Programming by Examples

Speaker: Sumit Gulwani

Abstract

Programming by Examples (PBE) involves synthesizing intended programs in an underlying domain-specific language (DSL) from example-based specifications. PBE is set to revolutionize the programming experience for both developers and end users. It can provide a 10-100x productivity increase for developers in some task domains, and can enable computer users, 99% of whom are non-programmers, to create small scripts to automate repetitive tasks. Two killer applications for this technology include data wrangling (an activity where data scientists today spend 80% time) and code refactoring (an activity where developers spend up to 40% time in a typical application migration scenario).

We will discuss some principles behind designing useful DSLs for program synthesis. A key technical challenge in PBE is to search for programs in the underlying DSL that are consistent with the examples provided by the user. We will discuss a divide-and-conquer based search paradigm that inductively reduces the problem of synthesizing a program with a certain top-level operator to simpler synthesis problems over its sub-programs by leveraging the operator's inverse semantics. Another challenge in PBE is to resolve the ambiguity in the example-based specification. We will discuss two complementary approaches: (a) ranking techniques that can pick an intended program from among those that satisfy the specification, and (b) active-learning based user interaction models. The various concepts will be illustrated using Flash Fill, FlashExtract, and FlashRelate---PBE technologies for data manipulation domains. The Microsoft PROSE SDK allows easy construction of such technologies. We will do a hands-on exercise that will involve building a synthesizer for a small part of the Flash Fill DSL using the PROSE framework.

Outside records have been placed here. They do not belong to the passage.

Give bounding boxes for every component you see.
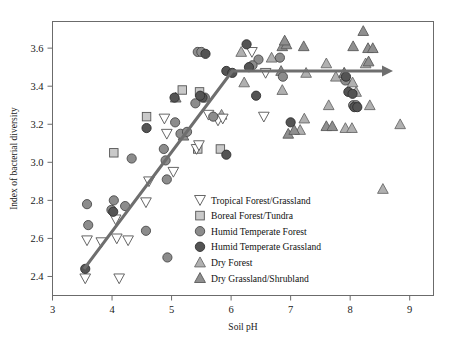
data-point (364, 100, 375, 110)
legend-item[interactable]: Dry Forest (195, 257, 253, 268)
legend: Tropical Forest/GrasslandBoreal Forest/T… (195, 195, 322, 284)
data-point (358, 26, 369, 36)
data-point (341, 72, 350, 81)
x-tick-label: 6 (228, 304, 233, 315)
y-tick-label: 3.2 (30, 119, 43, 130)
data-point (123, 236, 134, 246)
legend-marker (195, 257, 206, 267)
data-point (277, 85, 288, 95)
data-point (321, 58, 332, 68)
data-point (110, 149, 118, 157)
x-tick-label: 5 (169, 304, 174, 315)
data-point (275, 53, 284, 62)
y-tick-label: 3.0 (30, 157, 43, 168)
legend-label: Humid Temperate Grassland (211, 241, 321, 252)
data-point (279, 35, 290, 45)
data-point (171, 118, 180, 127)
scatter-plot-figure: 3456789Soil pH2.42.62.83.03.23.43.6Index… (0, 0, 449, 351)
data-point (222, 150, 231, 159)
data-point (82, 200, 91, 209)
data-point (163, 253, 172, 262)
data-point (196, 91, 205, 100)
chart-canvas: 3456789Soil pH2.42.62.83.03.23.43.6Index… (0, 0, 449, 351)
data-point (323, 100, 334, 110)
y-tick-label: 3.6 (30, 43, 43, 54)
data-point (278, 72, 287, 81)
data-point (178, 86, 186, 94)
y-tick-label: 2.4 (30, 271, 44, 282)
data-point (298, 41, 309, 51)
data-point (239, 77, 250, 87)
x-axis: 3456789Soil pH (50, 296, 412, 332)
legend-label: Dry Forest (211, 257, 253, 268)
y-tick-label: 2.8 (30, 195, 43, 206)
data-point (159, 144, 168, 153)
data-point (142, 112, 150, 120)
y-axis-title: Index of bacterial diversity (9, 107, 19, 210)
data-point (395, 119, 406, 129)
data-point (348, 89, 357, 98)
legend-item[interactable]: Humid Temperate Grassland (195, 241, 321, 252)
data-point (299, 113, 310, 123)
data-point (141, 198, 152, 208)
data-point (161, 129, 172, 139)
legend-label: Dry Grassland/Shrubland (211, 273, 309, 284)
legend-item[interactable]: Boreal Forest/Tundra (196, 210, 294, 221)
legend-marker (195, 273, 206, 283)
legend-marker (195, 242, 204, 251)
data-point (142, 123, 151, 132)
data-point (111, 234, 122, 244)
data-point (141, 226, 150, 235)
x-tick-label: 4 (109, 304, 115, 315)
data-point (170, 93, 179, 102)
data-point (242, 40, 251, 49)
y-tick-label: 3.4 (30, 81, 44, 92)
x-tick-label: 3 (50, 304, 55, 315)
data-point (209, 112, 218, 121)
legend-label: Boreal Forest/Tundra (211, 210, 294, 221)
data-point (251, 91, 260, 100)
legend-marker (195, 227, 204, 236)
legend-item[interactable]: Dry Grassland/Shrubland (195, 273, 309, 284)
data-point (114, 274, 125, 284)
arrow-head (382, 65, 393, 76)
data-point (127, 154, 136, 163)
legend-item[interactable]: Tropical Forest/Grassland (195, 195, 311, 206)
plot-frame (53, 22, 434, 296)
legend-marker (196, 211, 205, 220)
data-point (258, 112, 269, 122)
legend-item[interactable]: Humid Temperate Forest (195, 226, 307, 237)
data-point (378, 184, 389, 194)
data-point (159, 114, 170, 124)
data-point (162, 175, 171, 184)
legend-marker (195, 195, 206, 205)
data-point (84, 220, 93, 229)
y-tick-label: 2.6 (30, 233, 43, 244)
y-axis: 2.42.62.83.03.23.43.6Index of bacterial … (9, 43, 53, 282)
series-humid-temperate-grassland (81, 40, 362, 274)
data-point (348, 41, 359, 51)
data-point (201, 49, 210, 58)
legend-label: Humid Temperate Forest (211, 226, 307, 237)
data-point (109, 207, 118, 216)
data-point (109, 196, 118, 205)
data-point (80, 274, 91, 284)
x-tick-label: 9 (407, 304, 412, 315)
x-axis-title: Soil pH (228, 322, 257, 332)
data-point (82, 236, 93, 246)
data-point (286, 118, 295, 127)
legend-label: Tropical Forest/Grassland (211, 195, 311, 206)
data-point (353, 103, 362, 112)
x-tick-label: 8 (348, 304, 353, 315)
x-tick-label: 7 (288, 304, 293, 315)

We will also discuss some related topics including: (a) programming by natural language, and (b) applications in intelligent tutoring systems including feedback generation and problem generation.

Bio

Sumit Gulwani is a Research manager at Microsoft, leading the PROSE research and engineering team that develops APIs for program synthesis and incorporates them into real products. He is the inventor of the Flash Fill feature in Microsoft Excel used by hundreds of millions of people. He has published 110+ papers in top-tier conferences/journals across multiple computer science areas, and delivered 40+ keynotes/invited talks at various forums. He was awarded the ACM SIGPLAN Robin Milner Young Researcher Award in 2014 for his pioneering contributions to end-user programming and intelligent tutoring systems. He obtained his PhD in Computer Science from UC-Berkeley in 2005, and was awarded the ACM SIGPLAN Outstanding Doctoral Dissertation Award. He obtained his BTech in Computer Science and Engineering from IIT Kanpur in 2000, and was awarded the President’s Gold Medal.